Recommended Movie: Donnie Darko. I have a soft spot for teen angst and this film hits the spot. It has everything; the realization of mortality, exploration of sexuality, change triggering fear and repression, time traveling rabbits. I sometimes question my desire for these types of films (see Pleasantville for a more visually pleasing, formulaic example, or The Virgin Suicides for the female angle.) I can only supposed that it was one of those times in life where you realize too late you slept though a good part. Or at least an interesting part. Only, I was not really asleep, I just closed my eyes and waited for it all to go away.
I was not always such a fan of Hamlet. I recall certain events that convince me I was actually a terror as a small child. I can remember my family moving into a new neighborhood when I was around 4. The first thing I did was take off down the street. Upon finding another boy of about the same age, I proceeded to fight him.
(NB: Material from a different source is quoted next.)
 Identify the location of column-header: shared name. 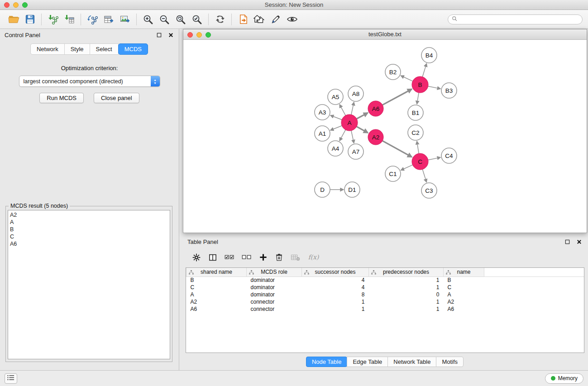
(216, 272).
It ended in a standoff (4 year olds are not terribly effective street fighters) and we decided to become friends. Today I could write a book about being passive/aggressive, but I sometimes wonder what went on in that little kid's head.
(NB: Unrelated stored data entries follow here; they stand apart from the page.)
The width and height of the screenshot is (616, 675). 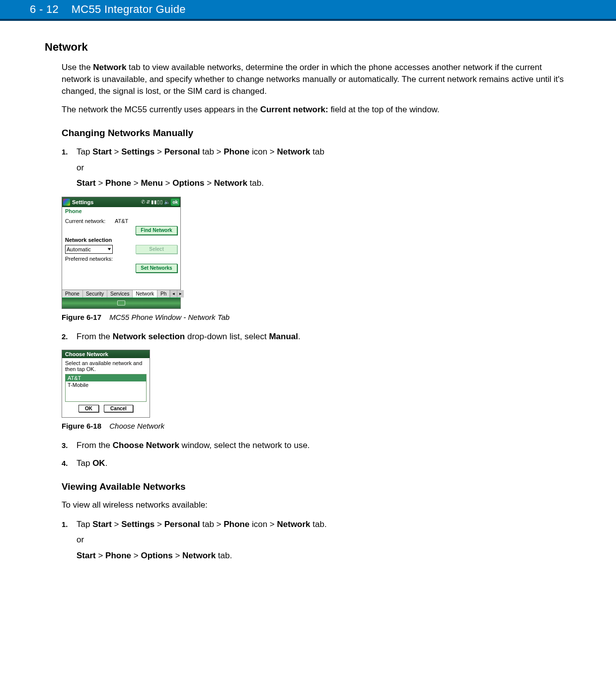 What do you see at coordinates (148, 202) in the screenshot?
I see `sync-icon: ⇵` at bounding box center [148, 202].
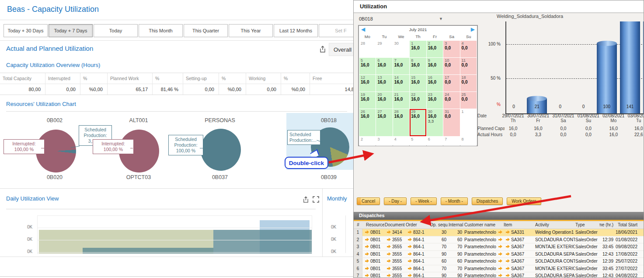  I want to click on calendar-day-cell: 2 16,0, so click(435, 49).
I am sure, slowly, I came more and more to rationalize my experiences. A metered self awareness. The same friend, when I was in Kindergarten, came one day to inform me that he had discovered a word much worse than the F-word, our chosen curse at the time. Curiosity aroused, after the appropriate amount of begging on my part, he informed me it was the F-word proceeded by Mother. Having no idea what the F-word meant, I was at a total loss as to how putting the word mother in front of it made it any worse. I even pressed him, "are you sure they didn't say double, or maybe put another swear word in there, somewhere?" I was obviously not as impressed or giddy as he expected. I tried to chalk it up to the whimsy of the faceless "they", but left somehow disappointed, silently questioning the anti-authority.
I never hear Conor swear, oddly enough, but his trips to the Principle's office have continually declined over the years, so he would seem to be a little like his father. Slowly placing himself in context with his environment, in a way other than aggressor or reactionary. I suppose I have a few years of this mellow march towards the teen years. During which I can observe and enjoy teen angst as a detached observer in the privacy of a DVD player. Whether I will have the same tastes in movies after being cast as the authority figure in my son and daughter's teen play, well, that depends on how many Tangent Universes I have to juggle.
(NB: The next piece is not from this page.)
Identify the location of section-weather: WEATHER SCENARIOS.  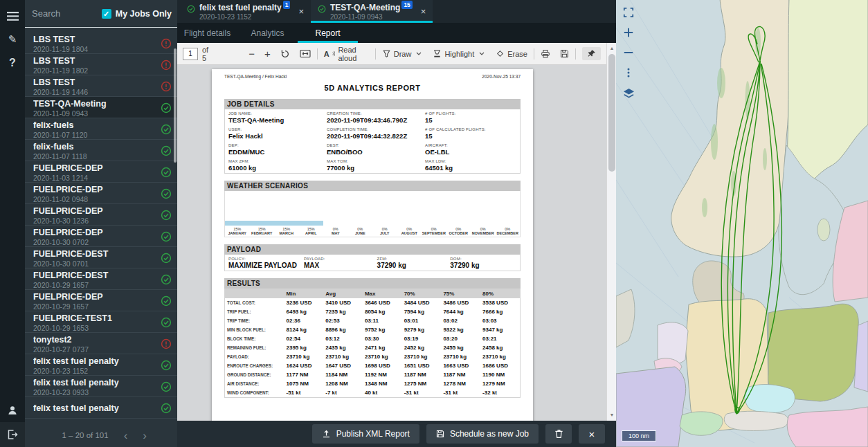
(372, 185).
Afterword. One interesting model I came across was of the teen years as detention camp.
It's important to realize that, no, the adults don't know what the kids are doing to one another. They know, in the abstract, that kids are monstrously cruel to one another, just as we know in the abstract that people get tortured in poorer countries. But, like us, they don't like to dwell on this depressing fact, and they don't see evidence of specific abuses unless they go looking for it.
Public school teachers are in much the same position as prison wardens. Wardens' main concern is to keep the prisoners on the premises. They also need to keep them fed, and as far as possible prevent them from killing one another. Beyond that, they want to have as little to do with the prisoners as possible, so they leave them to create whatever social organization they want. From what I've read, the society that the prisoners create is warped, savage, and pervasive, and it is no fun to be at the bottom of it.
I'll have to let Alison know she is going to prison next year.